Think of how valuable it was for Love to be able to/be forced to run the play as called. Getting to read out every concept, and learn who wins where all had value to Love and to LaFleur who got the truest test of his young players.
“I think that's one thing that I've always tried to do is just play the play,” Love told reporters last week. “Play the play, go through my reads and find who's open. Don't try and force it because I feel like once you try and lock in on a guy and force it, not great things happen and then you might miss somebody who might be open on the play.”
Rodgers avoided forcing the ball into coverage (until 2022) but he played favorites, particularly late in his career. He could because he had guys like Adams and Jordy Nelson for most of his run in Green Bay. Much of his early-season struggles in ‘22 came before Watson broke out and no surprise Rodgers started playing better late in the season when it became clear Watson was a dude.
Jordan Love is expected to get a mega-deal sooner than later, but will that be it in terms of offseason spending on extensions?
PB: There’s still no extension with Kenny Clark who is moving full-time to three-technique this year, giving him even more pass-rush opportunities. Last year, he thrived in that role, playing his fewest snaps at the nose in his NFL career by a factor of three. He’s heading into the final year of his deal and will count just under $27.5 million on the cap this season. Green Bay can afford that cap hit, but Clark’s deal voids after the 2024 season leaving a $13.7 million dead cap hit in 2025.
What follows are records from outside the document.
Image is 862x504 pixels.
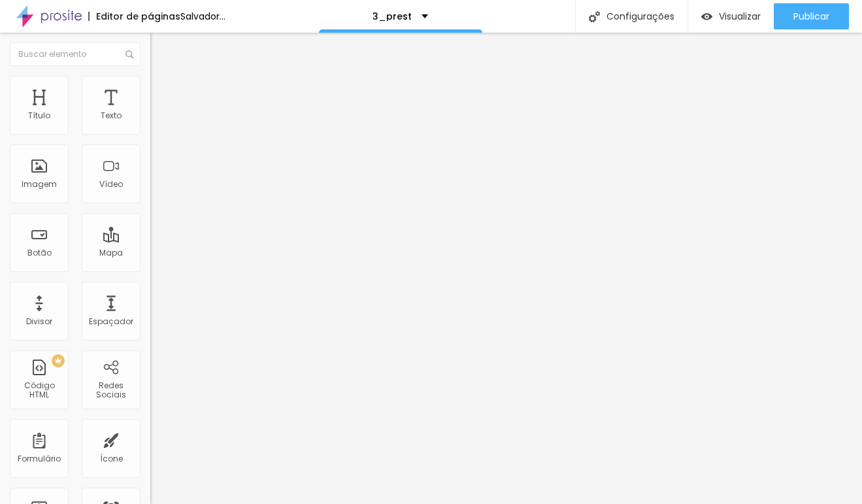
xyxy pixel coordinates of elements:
font: 3_prest [373,10,412,23]
button: Visualizar [689,3,774,30]
iframe: Editor [151,32,862,504]
font: Salvador... [180,10,225,23]
font: Ícone [100,453,123,464]
font: Editor de páginas [96,10,180,23]
img: Ícone [126,51,134,58]
font: Imagem [22,178,57,190]
img: view-1.svg [701,11,713,22]
font: Código HTML [24,380,55,400]
font: Texto [101,110,122,121]
font: Botão [28,247,52,258]
font: Divisor [26,316,52,327]
font: Mapa [99,247,123,258]
font: Vídeo [99,178,123,190]
font: Formulário [18,453,61,464]
font: Publicar [794,10,830,23]
input: Buscar elemento [10,43,140,66]
font: Espaçador [89,316,134,327]
font: Redes Sociais [96,380,126,400]
font: Configurações [607,10,674,23]
font: Título [28,110,51,121]
font: Visualizar [719,10,761,23]
button: Publicar [774,3,849,30]
img: Ícone [589,11,600,22]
Clark will turn 29 this season, but given Clark’s role change away from taking on double-teams every snap, his shot at longevity increases. This scheme change fits his skillset as someone who can win quickly and disrupt the backfield. And he’s coming off a career-high 7.5 sacks last season.
Any other big deals will likely be on hold for the Packers until they can get the structure of the Love deal sorted. That will impact how they might want to structure other contracts with significant guarantees.
It may be Clark’s running mate T.J. Slaton, slated (no pun intended) to play the nose this season, who gets paid first. For the moment, he’s starting ahead of former first-round pick Devonte Wyatt, a more natural three-technique, and big-bodied space eaters are back in vogue as the league lives in sub-package fronts. PFF graded Slaton the second-best defensive tackle from a one-shade last year, behind only Dexter Lawrence.
Slaton will be a free agent next offseason and looking for long-term security. Green Bay may want to avoid a breakout season and lacks an in-house candidate to replace him. Clark will cost more and have more value to the team, but that makes negotiations trickier. Slaton will be cheaper but with plenty of incentive from the team to get a deal done sooner rather than later. Don’t be surprised if his deal gets done first.